Eyes were set rolling, for sure, and maybe one or more knowing glances were exchanged among my friends, but nobody told me to stop or otherwise acknowledged what I was doing. From time to time, other students came to the table and inscribed the names of other requested songs in, between, and around my litany of requests for the Stone Roses. I don’t think anyone at the table wouldn’t have agreed that “Resurrection” was an excellent song; the problem was it was also eight minutes long, with a time change in the middle, and few others at the dance had ever heard it. My gang was never gonna play “Resurrection” at a school dance, and I knew that. The point of the exercise was to set up my friends to fail me, so that when they did, I could roll that failure into my more generalized snowballing snit about, well, Everything.
Time passed, and my snit snowballed as planned. But then, like a deus ex machina, came the opening bars of “The Only One I Know” (Apple Music, Spotify) over the PA. Not the Roses I’d asked for, but the Charlatans UK, who were pretty much the next best thing, and with a Hammond organ to boot. I mentioned the Charlatans last week: Brad had bought this very single on CD when it first came out, and I think the debut album, too, Some Friendly, sometime after that.
As I was pulling this story back into my mind over the weekend, I was struggling to remember what the song was that my band of brothers played in that moment. I knew that it was one of the Madchester bands—and that the song was especially groovy—and for that matter, groovy start to finish, as “Resurrection” is not. Was it the Happy Mondays’ “Step On” (Apple Music, Spotify)? Or “I’m Free” (Apple Music, Spotify) by the Soup Dragons or something by 808 State? Then I sat down and played “The Only One I Know” over my computer, and as soon as that bass solo landed at 2:45, everything clicked for me.

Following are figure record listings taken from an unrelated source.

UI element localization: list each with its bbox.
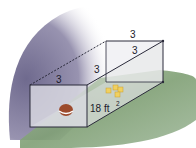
label-area-exponent: 2 <box>116 100 120 107</box>
label-back-top: 3 <box>130 29 136 40</box>
label-side-top: 3 <box>94 64 100 75</box>
label-diagonal: 3 <box>132 45 138 56</box>
label-front-top: 3 <box>56 74 62 85</box>
diagram-canvas: 3 3 3 3 18 ft 2 <box>0 0 196 148</box>
label-area: 18 ft <box>90 103 110 114</box>
ball-icon <box>59 104 73 116</box>
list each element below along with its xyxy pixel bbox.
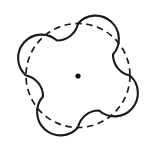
geometric-figure-canvas: Four-petal rounded figure inscribed on a…: [0, 0, 158, 152]
center-point-dot: [75, 73, 80, 78]
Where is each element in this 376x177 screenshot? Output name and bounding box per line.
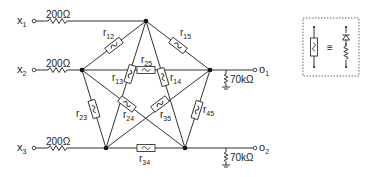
label-o1-load: 70kΩ [230,74,254,85]
label-x2: x2 [17,63,26,77]
memristor-r13 [124,64,136,83]
memristor-r45 [191,100,203,119]
label-r24: r24 [123,109,134,122]
label-x2-resistor: 200Ω [46,58,70,69]
equivalence-symbol: ≡ [327,42,333,53]
legend-memristor-icon [311,26,318,68]
legend-box: ≡ [303,18,359,76]
resistor-70k-icon [224,74,228,83]
resistor-70k-icon [224,152,228,161]
label-r34: r34 [139,153,150,166]
memristor-r34 [137,145,155,152]
terminal-o1 [253,68,257,72]
label-r15: r15 [180,27,191,40]
network-edges [82,21,210,148]
label-x1: x1 [17,14,26,28]
label-x1-resistor: 200Ω [46,9,70,20]
label-x3: x3 [17,141,26,155]
label-r13: r13 [112,72,123,85]
label-r45: r45 [203,104,214,117]
legend-diode-resistor-icon [342,26,350,68]
label-r14: r14 [170,72,181,85]
label-o1: o1 [259,63,269,77]
label-r23: r23 [76,108,87,121]
label-o2: o2 [259,141,269,155]
junction-nodes [80,19,213,151]
label-r25: r25 [141,54,152,67]
terminal-x1 [32,19,36,23]
terminal-x3 [32,146,36,150]
label-r12: r12 [103,27,114,40]
label-o2-load: 70kΩ [230,152,254,163]
memristor-r23 [88,99,100,118]
terminal-x2 [32,68,36,72]
label-r35: r35 [160,109,171,122]
label-x3-resistor: 200Ω [46,136,70,147]
terminal-o2 [253,146,257,150]
memristor-r25 [137,67,155,74]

I was out on the dance floor, moving like a spider, like a jellyfish, like Bez himself from the Mondays. I was lighting it up in a dance-scrum with all the Top 40 and hip hop kids, who for at least four minutes were every bit as into the Charlatans as I was. And for those four minutes my heart soared. Whoever was calling the shots behind that DJ desk had proved the concept: if you just suck it up and play a damn good song, people will dance to it.
I don’t know which one of the All-Time Greats in my life made the decision to cue up the Charlatans that night, and I certainly won’t claim they were responding to my antics—more likely it was in spite of them. But I like to think that somewhere across town at that moment, AC McCullough felt a little bit of a jolt, sat up in his chair, and nodded yes.
This fell through, and in a last-minute switch Mr. T. dined at the Living Room instead, directly across the street. I asked my uncle what happened, and he said, “Politics.”
I only made two dances senior year. I volunteered my weekend nights at the Red Cross/Safe Rides program all over Trumbull and Mahoning Counties. I do remember everyone wanted hip hop music, kind of like my roommates that I had in Pittsburgh.